“You cannot fix a problem that you refuse to acknowledge.”
― Willful Blindness: Why We Ignore the Obvious at Our Peril
― Willful Blindness: Why We Ignore the Obvious at Our Peril
“Dominant people, it appears, use snap judgements and conform to received wisdom more than do the less dominant. Those who need power, and those who have it, think differently.”
― Willful Blindness: Why We Ignore the Obvious at Our Peril
― Willful Blindness: Why We Ignore the Obvious at Our Peril
“Silence is the language of inertia.”
― Willful Blindness: Why We Ignore the Obvious at Our Peril
― Willful Blindness: Why We Ignore the Obvious at Our Peril
“according to the psychologist irving Janis, is that our sense of belonging (which makes us feel safe) blinds us to dangers and encourages greater risk-taking.”
― Willful Blindness: Why We Ignore the Obvious at Our Peril
― Willful Blindness: Why We Ignore the Obvious at Our Peril
“When we are tired or preoccupied - what psychologists call 'resource-depleted' - we start to economise, to conserve those resources. Higher-order thinking is more expensive. So too is doubt, scepticism, arugment. 'Resource depletion specifically disables cognitive elaboration,' wrote Harvard psychologist Daniel Gillbert...Because it takes less brain power to believe than to doublt, we are, when tired or distracted, gullible. Because we are all biased, and biases are quick and effortless, exhaustion tends to make us prefer the information we know and are comfortable with. We are too tired to do the heavier lifting of examining new or contradictory information, so we fall back on our biases the opinions and the people we already trust”
― Willful Blindness: Why We Ignore the Obvious at Our Peril
― Willful Blindness: Why We Ignore the Obvious at Our Peril
Sylvia’s 2025 Year in Books
Take a look at Sylvia’s Year in Books, including some fun facts about their reading.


§ **WORK TO COMPLETE**
Down to the last line, transcribe the records verbatim and exclude the images.
►
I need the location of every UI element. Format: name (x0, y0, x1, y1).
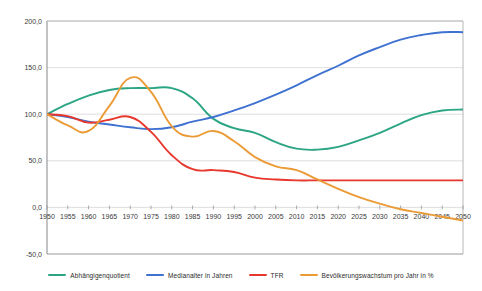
x-axis-tick-label: 1995 (226, 213, 242, 220)
x-axis-tick-label: 1975 (143, 213, 159, 220)
legend-item-label: Medianalter in Jahren (168, 272, 233, 279)
y-axis-tick-labels: 200,0150,0100,050,00,0-50,0 (24, 18, 42, 258)
legend-item[interactable]: TFR (249, 272, 284, 279)
y-axis-tick-label: 150,0 (24, 64, 42, 71)
legend-item[interactable]: Medianalter in Jahren (146, 272, 233, 279)
legend-color-swatch (48, 274, 66, 276)
x-axis-tick-label: 1970 (122, 213, 138, 220)
x-axis-tick-label: 1960 (81, 213, 97, 220)
x-axis-tick-label: 1980 (164, 213, 180, 220)
legend-color-swatch (300, 274, 318, 276)
y-axis-tick-label: 50,0 (28, 157, 42, 164)
x-axis-tick-label: 1985 (185, 213, 201, 220)
legend-item-label: Abhängigenquotient (70, 272, 130, 279)
legend-item-label: Bevölkerungswachstum pro Jahr in % (322, 272, 434, 279)
chart-legend: AbhängigenquotientMedianalter in JahrenT… (0, 266, 482, 284)
x-axis-tick-label: 2000 (247, 213, 263, 220)
x-axis-tick-label: 2030 (372, 213, 388, 220)
legend-color-swatch (249, 274, 267, 276)
x-axis-tick-label: 2025 (351, 213, 367, 220)
x-axis-tick-label: 2015 (310, 213, 326, 220)
legend-item[interactable]: Bevölkerungswachstum pro Jahr in % (300, 272, 434, 279)
y-axis-tick-label: 100,0 (24, 111, 42, 118)
line-chart: 200,0150,0100,050,00,0-50,0 195019551960… (0, 0, 482, 291)
x-axis-tick-label: 2035 (393, 213, 409, 220)
x-axis-tick-label: 1990 (206, 213, 222, 220)
x-axis-tick-label: 1965 (102, 213, 118, 220)
legend-color-swatch (146, 274, 164, 276)
legend-item[interactable]: Abhängigenquotient (48, 272, 130, 279)
x-axis-tick-label: 2010 (289, 213, 305, 220)
y-axis-tick-label: -50,0 (26, 251, 42, 258)
y-axis-tick-label: 0,0 (32, 204, 42, 211)
x-axis-tick-label: 2005 (268, 213, 284, 220)
y-axis-tick-label: 200,0 (24, 18, 42, 25)
x-axis-tick-label: 1950 (39, 213, 55, 220)
legend-item-label: TFR (271, 272, 284, 279)
x-axis-tick-label: 1955 (60, 213, 76, 220)
x-axis-tick-labels: 1950195519601965197019751980198519901995… (39, 213, 471, 220)
x-axis-tick-label: 2020 (330, 213, 346, 220)
chart-container: 200,0150,0100,050,00,0-50,0 195019551960… (0, 0, 482, 291)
◄
§ **FINAL ANSWER**
I need the location of every UI element. Format: name (x0, y0, x1, y1).
x-axis-tick-label: 1995 (226, 213, 242, 220)
x-axis-tick-label: 1975 (143, 213, 159, 220)
legend-item-label: Medianalter in Jahren (168, 272, 233, 279)
y-axis-tick-labels: 200,0150,0100,050,00,0-50,0 (24, 18, 42, 258)
legend-item[interactable]: TFR (249, 272, 284, 279)
y-axis-tick-label: 150,0 (24, 64, 42, 71)
legend-item[interactable]: Medianalter in Jahren (146, 272, 233, 279)
legend-color-swatch (48, 274, 66, 276)
x-axis-tick-label: 1970 (122, 213, 138, 220)
x-axis-tick-label: 1960 (81, 213, 97, 220)
x-axis-tick-label: 1980 (164, 213, 180, 220)
legend-color-swatch (300, 274, 318, 276)
y-axis-tick-label: 50,0 (28, 157, 42, 164)
x-axis-tick-label: 1985 (185, 213, 201, 220)
legend-item-label: Abhängigenquotient (70, 272, 130, 279)
legend-item-label: Bevölkerungswachstum pro Jahr in % (322, 272, 434, 279)
chart-legend: AbhängigenquotientMedianalter in JahrenT… (0, 266, 482, 284)
x-axis-tick-label: 2000 (247, 213, 263, 220)
x-axis-tick-label: 2030 (372, 213, 388, 220)
legend-color-swatch (249, 274, 267, 276)
x-axis-tick-label: 2025 (351, 213, 367, 220)
x-axis-tick-label: 2015 (310, 213, 326, 220)
legend-item[interactable]: Bevölkerungswachstum pro Jahr in % (300, 272, 434, 279)
y-axis-tick-label: 100,0 (24, 111, 42, 118)
line-chart: 200,0150,0100,050,00,0-50,0 195019551960… (0, 0, 482, 291)
x-axis-tick-label: 2035 (393, 213, 409, 220)
x-axis-tick-label: 1990 (206, 213, 222, 220)
x-axis-tick-label: 1965 (102, 213, 118, 220)
legend-color-swatch (146, 274, 164, 276)
legend-item[interactable]: Abhängigenquotient (48, 272, 130, 279)
x-axis-tick-label: 2010 (289, 213, 305, 220)
y-axis-tick-label: -50,0 (26, 251, 42, 258)
y-axis-tick-label: 0,0 (32, 204, 42, 211)
x-axis-tick-label: 2005 (268, 213, 284, 220)
y-axis-tick-label: 200,0 (24, 18, 42, 25)
x-axis-tick-label: 1950 (39, 213, 55, 220)
legend-item-label: TFR (271, 272, 284, 279)
x-axis-tick-label: 1955 (60, 213, 76, 220)
x-axis-tick-labels: 1950195519601965197019751980198519901995… (39, 213, 471, 220)
x-axis-tick-label: 2020 (330, 213, 346, 220)
chart-container: 200,0150,0100,050,00,0-50,0 195019551960… (0, 0, 482, 291)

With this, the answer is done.